DEMON COPPERHEAD by Barbara Kingsolver

It’s the early aughts and opioids are passed out like candy in the small rural confines of Appalachia. Demon’s parents are both dead and he gets passed around through the flawed and scary system of foster care. By middle school he’s an expert at survival. Lucky for him, he has two teachers who see potential and an “adopted” aunt who cares about what happens to him. Also, his size and athletic talents are put to use on the football field until he blows out his knee and is put on pain medication. A contemporary version of Dickens’ David Copperfield, Demon Copperhead is a work of genius in the scope and magnitude of Kingsolver’s ability to show us the gritty underside of rural poverty and addiction at the hands of pharmaceutical companies. The story is sad but hopeful. The pacing of this novel is a work of art. The writing sublime. You won’t forget Demon, ever. He’s as real as they come. 

Favorite line(s): In ours, you live on a tether: to family, parents if you’re lucky, older people raising you if less so, that you yourself will end up looking after by and by. Odds are about a hundred to one, you are not destined for greatness. Your people will appreciate you all the same. On the other hand, if you poundcake someone or push them too far in the shame or shock direction, you will run into their people at Hardee’s or the Dollar General parking lot, in all probability within the day. There will be aftermaths. Same goes for raising your head too high on your neck, the tall weed gets cut. So. You wind up meeting in the middle on this follow-your -heart things, at a place everybody can live with. Show me that universe on TV or the movies. Mountain people, country and farm people, war are nowhere the hell. It’s a situation, being invisible. You can get to a point of needing to make the loudest possible noise just to see if you are still alive.

 

WE RUN THE TIDES by Vendela Vida

Set in the 1980s in the tony town of Sea Cliff overlooking the Golden Gate Bridge, We Run the Tides is the coming-of-age story of thirteen-year-old Eulabee and her friendship with the magnetic Maria Fabiola.

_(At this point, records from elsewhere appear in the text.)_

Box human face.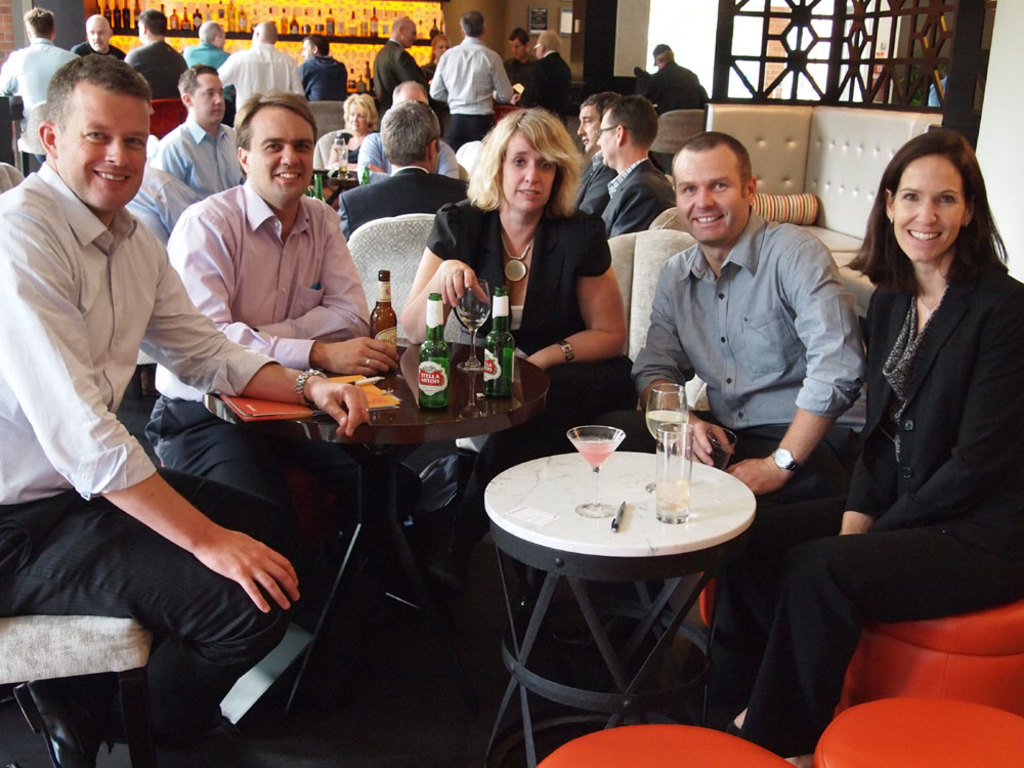
locate(892, 151, 963, 262).
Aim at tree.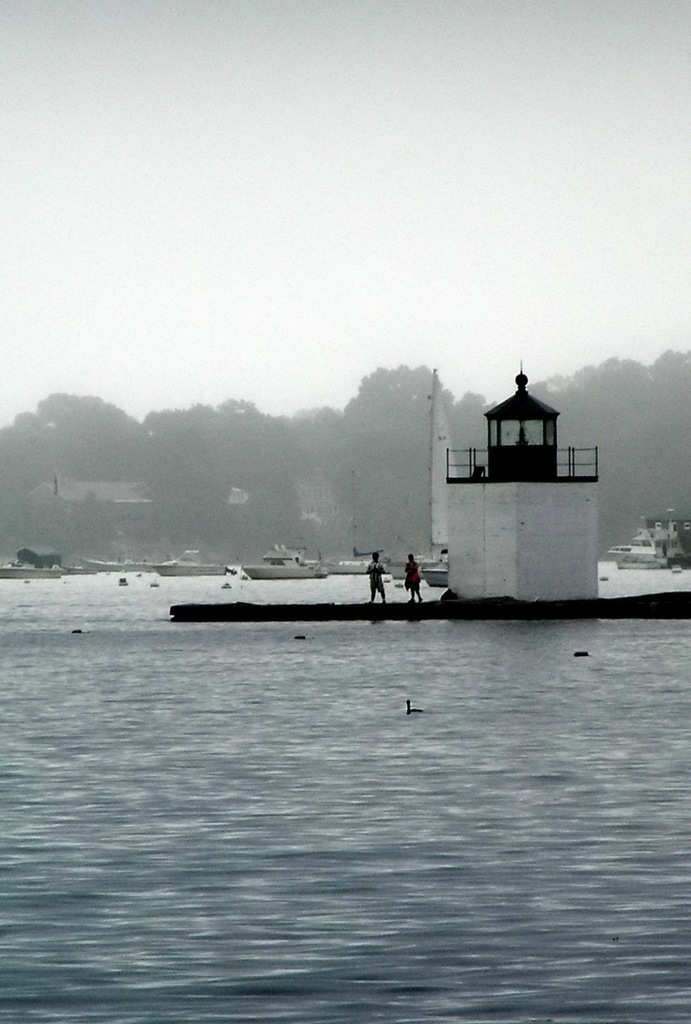
Aimed at [136,407,176,440].
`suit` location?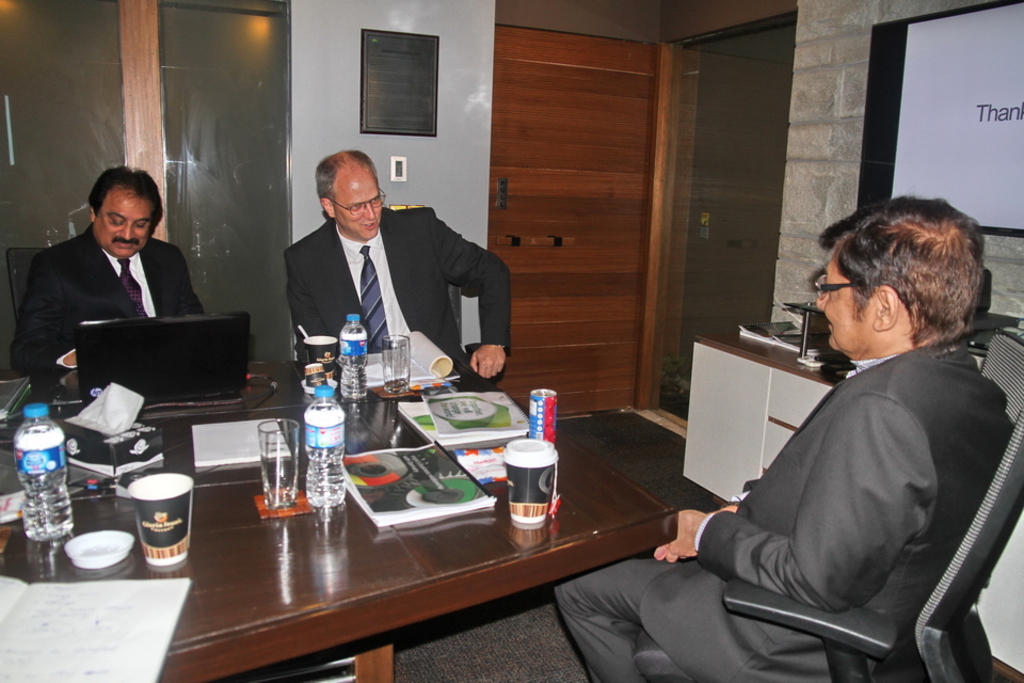
bbox=[9, 226, 209, 375]
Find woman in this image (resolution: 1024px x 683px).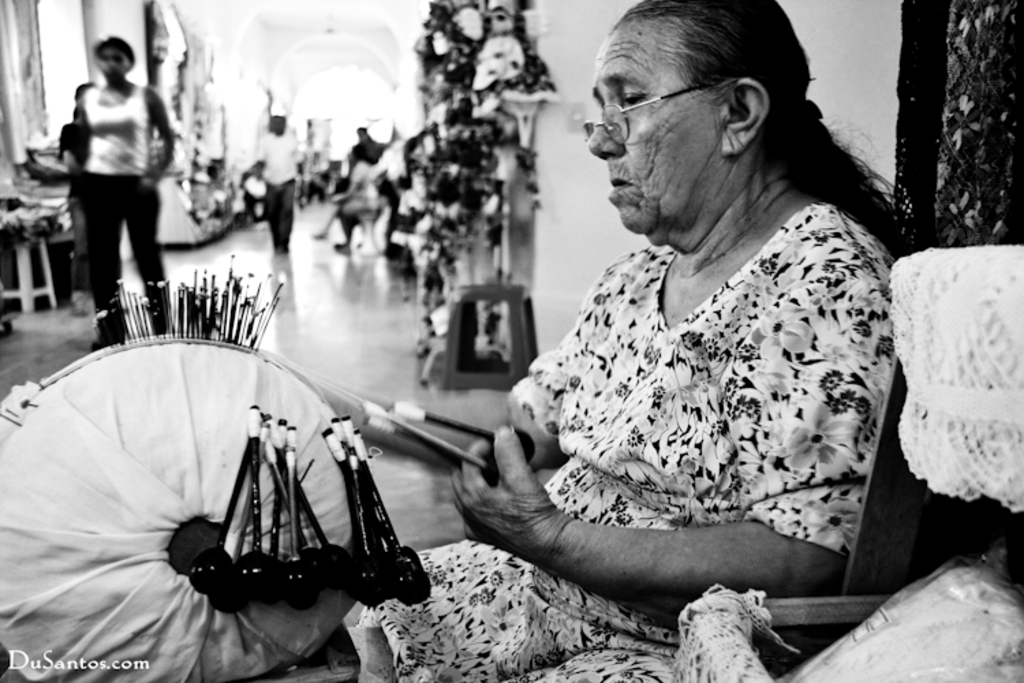
(x1=63, y1=37, x2=172, y2=348).
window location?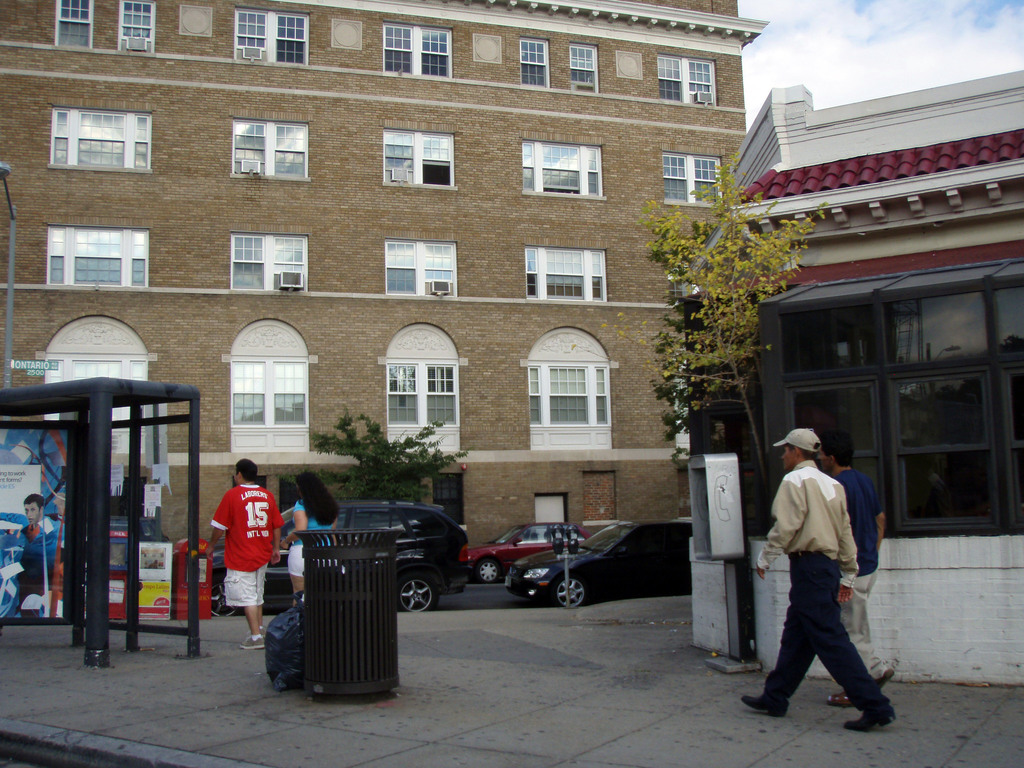
crop(52, 208, 140, 284)
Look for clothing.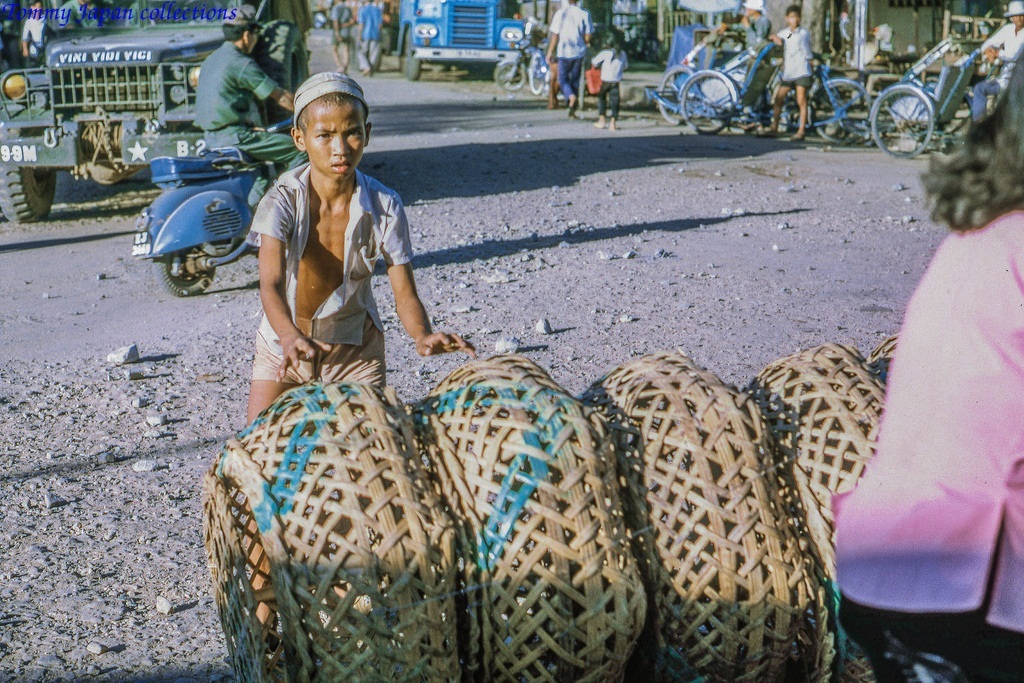
Found: pyautogui.locateOnScreen(833, 214, 1023, 682).
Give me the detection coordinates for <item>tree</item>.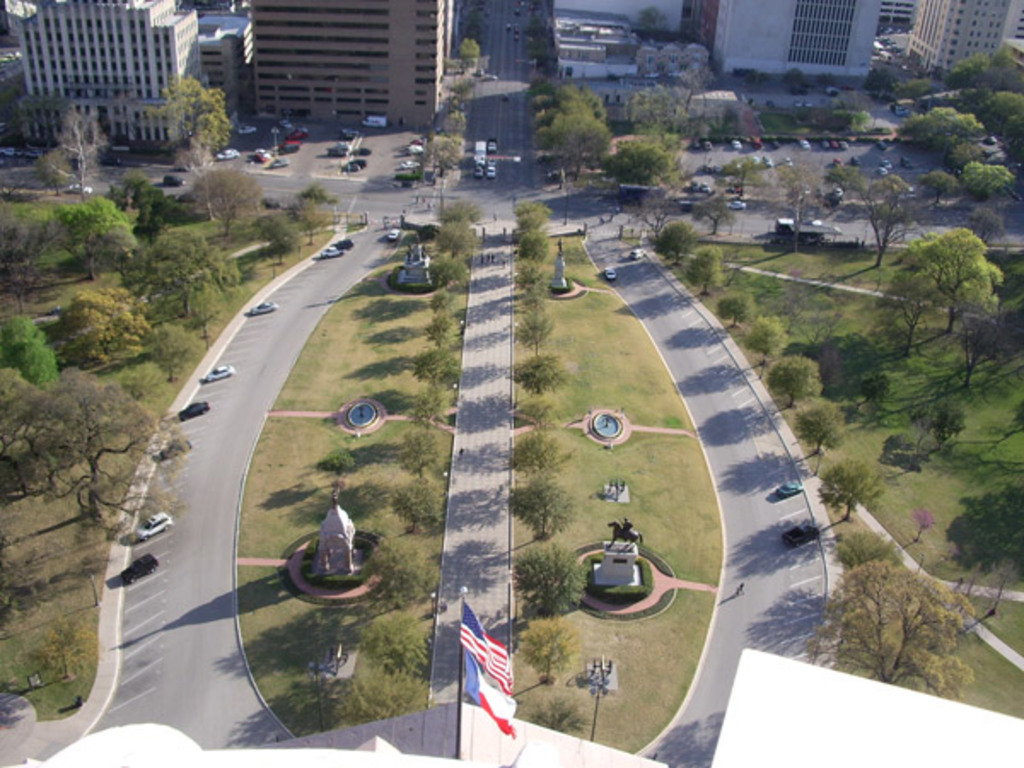
{"left": 0, "top": 196, "right": 27, "bottom": 282}.
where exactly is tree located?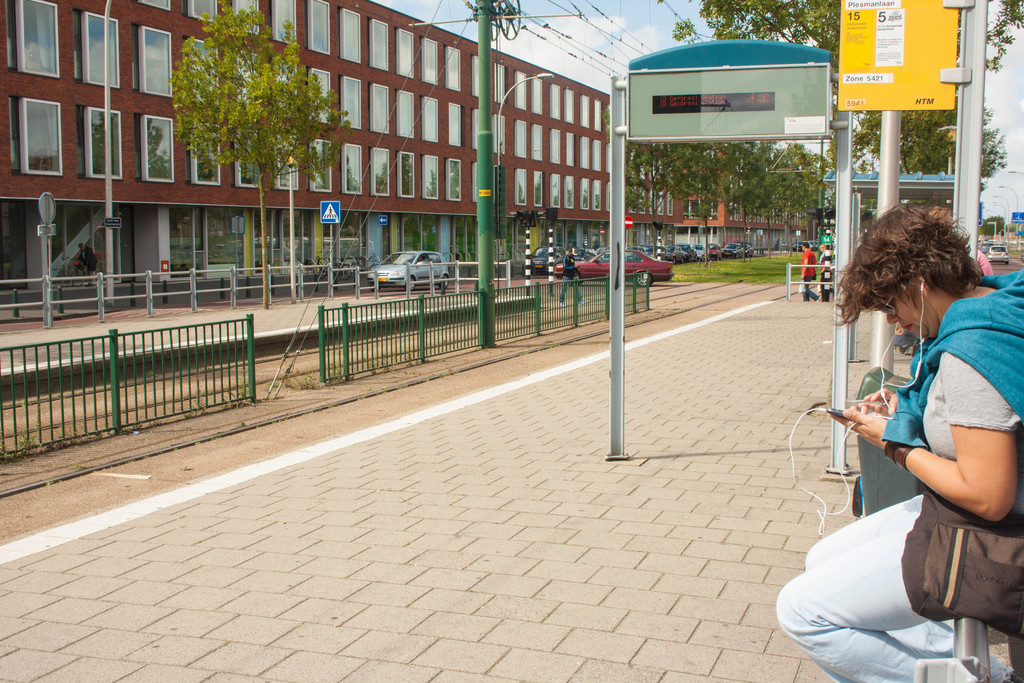
Its bounding box is x1=665 y1=0 x2=1023 y2=167.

Both Eulabee and Maria know how to run the tides of the Pacific, timing their climb over the rocky cliff between China Beach and Baker Beach just right so as not to get stuck on one side or the other or sucked out to sea. This is a metaphor for the novel as Maria’s lies rupture the duo’s friendship. Mixed with mystery (a kidnapping) and the emotional wallops of sexual awakening and a sense of place give Eulabee’s story heft as the adults move cluelessly in the world. 

Favorite line(s): We are thirteen, almost fourteen, and these streets of Sea Cliff are ours. We walk these streets to our school perched high over the Pacific and we run these streets to the beaches, which are cold, windswept, full of fishermen and freaks. We know these wide streets and how they slope, how they curve toward the shore and we know their houses.

 

THE HUNDRED-YEAR HOUSE by Rebecca Makkai

The “house” of the novel is Laurelfield, built at the turn of the century by the Devohr family. A portrait of Violet Devohr, a casualty of a loveless marriage and suicide, stares down at the house’s inhabitants over the century. In the 1920s the house operated as an artists’ colony. In the 1950s, it reverts back to a single-family home complete with a staff where Grace Devohr and her louche of husband live. In the 1990s, Zee, a Devohr descendant, and her husband Doug live in the coach house on the property. What ties the decades together in this structurally ambitious novel is how the inhabitants of Laurelfield reinvent themselves through the revelation of secrets and the examination of human relationships. Read this over a long weekend—otherwise, the thread of this epic story might be lost on the reader. 

Favorite line(s): From 1929 to 1954, forty novels, seven symphonies, fifteen dances, around three hundred stories, and over five thousand poems were completed at Laurelfield. Six times as many of each were begun or continued. Which isn’t to mention the concertos and memoirs, the photographs and charcoal sketches. Seventy love affairs were begun, and forty-two were ended. One woman died in the bathtub. A poet hanged herself in the woods. A violin was hurled from the roof. Eight children were conceived. Between 1938 and 1945, seven Jewish artists from western Europe were allowed indefinite stays.